First,t here is plenty of evidence that the earth was warmer in recent history,
despite the absurd "hockey stick" graph. Let us just look at Greenland, where former Norse settlements are now either uninhabitable or under snow and ice. That argues that as recently as the 12th or 13th centuries, the earth was warmer. Likewise the evidence of abandoned mines and whole towns revealed by retreating Swiss glaciers says that earth was warmer as recently as the early middle ages.
Of course, until recently no one claimed otherwise, but then came the AGW scam. As part of their claim was that warming a degree or two would cause everyone to die, and that any significant global warming must be the result of man's activities rather than any natural process, they must deny the entire historical record of cyclical warming, including the warm periods of the middles ages as well as another in the classical period. So we must conclude that the medieval Norse somehow survived in climates where we could not today.
Those were some hardy vikings, living in houses built under ice.

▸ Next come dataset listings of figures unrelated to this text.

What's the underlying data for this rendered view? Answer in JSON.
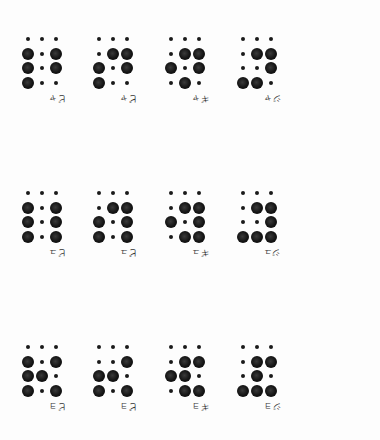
{
  "page": {
    "orientation": "upside-down",
    "background": "#fdfdfd",
    "dot_color": "#111111"
  },
  "rows": [
    {
      "name": "row-ya",
      "cells": [
        {
          "label": "ビャ",
          "pattern": [
            [
              0,
              0,
              0
            ],
            [
              1,
              0,
              1
            ],
            [
              1,
              0,
              1
            ],
            [
              1,
              0,
              0
            ]
          ]
        },
        {
          "label": "ピャ",
          "pattern": [
            [
              0,
              0,
              0
            ],
            [
              0,
              1,
              1
            ],
            [
              1,
              0,
              1
            ],
            [
              1,
              0,
              0
            ]
          ]
        },
        {
          "label": "ギャ",
          "pattern": [
            [
              0,
              0,
              0
            ],
            [
              0,
              1,
              1
            ],
            [
              1,
              0,
              1
            ],
            [
              0,
              1,
              0
            ]
          ]
        },
        {
          "label": "ジャ",
          "pattern": [
            [
              0,
              0,
              0
            ],
            [
              0,
              1,
              1
            ],
            [
              0,
              0,
              1
            ],
            [
              1,
              1,
              0
            ]
          ]
        }
      ]
    },
    {
      "name": "row-yu",
      "cells": [
        {
          "label": "ビュ",
          "pattern": [
            [
              0,
              0,
              0
            ],
            [
              1,
              0,
              1
            ],
            [
              1,
              0,
              1
            ],
            [
              1,
              0,
              1
            ]
          ]
        },
        {
          "label": "ピュ",
          "pattern": [
            [
              0,
              0,
              0
            ],
            [
              0,
              1,
              1
            ],
            [
              1,
              0,
              1
            ],
            [
              1,
              0,
              1
            ]
          ]
        },
        {
          "label": "ギュ",
          "pattern": [
            [
              0,
              0,
              0
            ],
            [
              0,
              1,
              1
            ],
            [
              1,
              0,
              1
            ],
            [
              0,
              1,
              1
            ]
          ]
        },
        {
          "label": "ジュ",
          "pattern": [
            [
              0,
              0,
              0
            ],
            [
              0,
              1,
              1
            ],
            [
              0,
              0,
              1
            ],
            [
              1,
              1,
              1
            ]
          ]
        }
      ]
    },
    {
      "name": "row-yo",
      "cells": [
        {
          "label": "ビョ",
          "pattern": [
            [
              0,
              0,
              0
            ],
            [
              1,
              0,
              1
            ],
            [
              1,
              1,
              0
            ],
            [
              1,
              0,
              1
            ]
          ]
        },
        {
          "label": "ピョ",
          "pattern": [
            [
              0,
              0,
              0
            ],
            [
              0,
              0,
              1
            ],
            [
              1,
              1,
              0
            ],
            [
              1,
              0,
              1
            ]
          ]
        },
        {
          "label": "ギョ",
          "pattern": [
            [
              0,
              0,
              0
            ],
            [
              0,
              1,
              1
            ],
            [
              1,
              1,
              0
            ],
            [
              0,
              1,
              1
            ]
          ]
        },
        {
          "label": "ジョ",
          "pattern": [
            [
              0,
              0,
              0
            ],
            [
              0,
              1,
              1
            ],
            [
              0,
              1,
              0
            ],
            [
              1,
              1,
              1
            ]
          ]
        }
      ]
    }
  ],
  "layout": {
    "cell_x": [
      28,
      99,
      171,
      243
    ],
    "row_y": [
      39,
      193,
      347
    ],
    "dot_dx": 14,
    "dot_dy": 14.5
  }
}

Obviously, that is simply an absurd claim. The vikings did not pasture their sheep and cows in snow filled tundra, nor did the Swiss peasants build mines inside glaciers. The earth was a few degrees warmer in recent memory, and, despite the claims of the AGW crowd, not only did millions not die, but the periods of slight global warming were actually rather prosperous ones. All of which makes a bit of shambles of their claims.
UPDATE 05/15/2008
I found
an interesting article highlighting the sudden change in accepted history. It comes from a group with a definite agenda, but it gives a good summary of the almost overnight shift from general acceptance of the medieval warming and little ice age to the claims that all temperature change was packed into the 20th century.